Investments in climate tech in Israel are growing 2.6 times faster than the world rest of the world

Bolero PV project
Photo by Antonio Garcia / Unsplash

PLANETech and the Israel Innovation Authority updated a report mapping the country’s climate tech ecosystem. As part of this year’s update, PLANETech has identified 694 climate tech startups that have a direct impact on reducing greenhouse gas emissions or on adapting to climate change, an increase of 57 startups compared to the previous year. 1 out of every 7 startups established in 2021 are from the climate tech field, a significant increase from 9% to 14% in one year. Moreover, Investments in climate-tech companies in Israel between 2018-2021 increased by 340%, 2.6 times faster than global investments in climate tech. Investments between 2021-2018 totalled 5.2 billion dollars and have reached nearly 1.5 billion in the first half of 2022. This means, 15% of the total investments in Israeli high-tech go to climate tech companies, a jump of about 50% compared to 2021 when only 10% of investments went to companies from the field.

VineSight Raises $4 million Seed to combat online misinformation

VineSight, the platform that tracks, analyzes, and mitigates online misinformation and toxicity against brands, campaigns, and causes, today announced $4 million raised in seed funding.

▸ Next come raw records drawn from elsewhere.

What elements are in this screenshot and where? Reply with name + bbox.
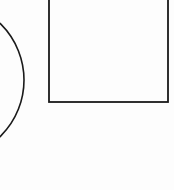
rectangle-shape <box>49 0 168 102</box>
diagram-canvas <box>0 0 174 190</box>
diagram-svg <box>0 0 174 190</box>
circle-shape <box>0 1 24 159</box>
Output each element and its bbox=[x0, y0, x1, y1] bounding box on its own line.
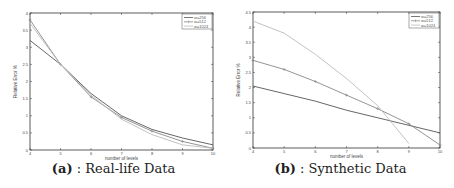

The round was led by AnD Ventures, Lightbank, 25Madison, Technion investment arms, and additional angel investors. VineSight was founded in 2018 by Gideon Blocq (CEO), Nir Hauser (CTO), Yoel Grinshpon (VP of Research).

Walmart started using Israeli tech to help online shoppers get a better visual

Credit: Walmart

The American retail giant Walmart has begun allowing its U.S customers to use Israeli technology brought to us by Zeekit, which was purchased by Walmart last year. Zeekit’s technology allows customers to take pictures of themselves and virtually "measure" the clothes offered by Walmart before they purchase them. The technology is based on matching the topography of the customer’s body to that of the garment, to get the most accurate result possible without even entering a changing room. Zeekit was founded by Yael Vizel (CEO), Alon Kristal (CTO), and Nir Appleboim (VP R&D).

The Israeli startup Xtype raised $5.8 million

Xtype develops an automation platform for uploading and releasing versions in ServiceNow and other low-code systems. According to the company, its product reduces the number of errors and escalations by "combining modern DevOps practices with automation and synchronization technology tailored specifically to ServiceNow." The funding round was led by Columbia Capital with participation from Inner Loop Capital and SaaS Ventures. Xtype was founded in 2020 by Ron Gidron (CEO), Peter Szulman (CTO) and Tobi Stanzel (VP of Product).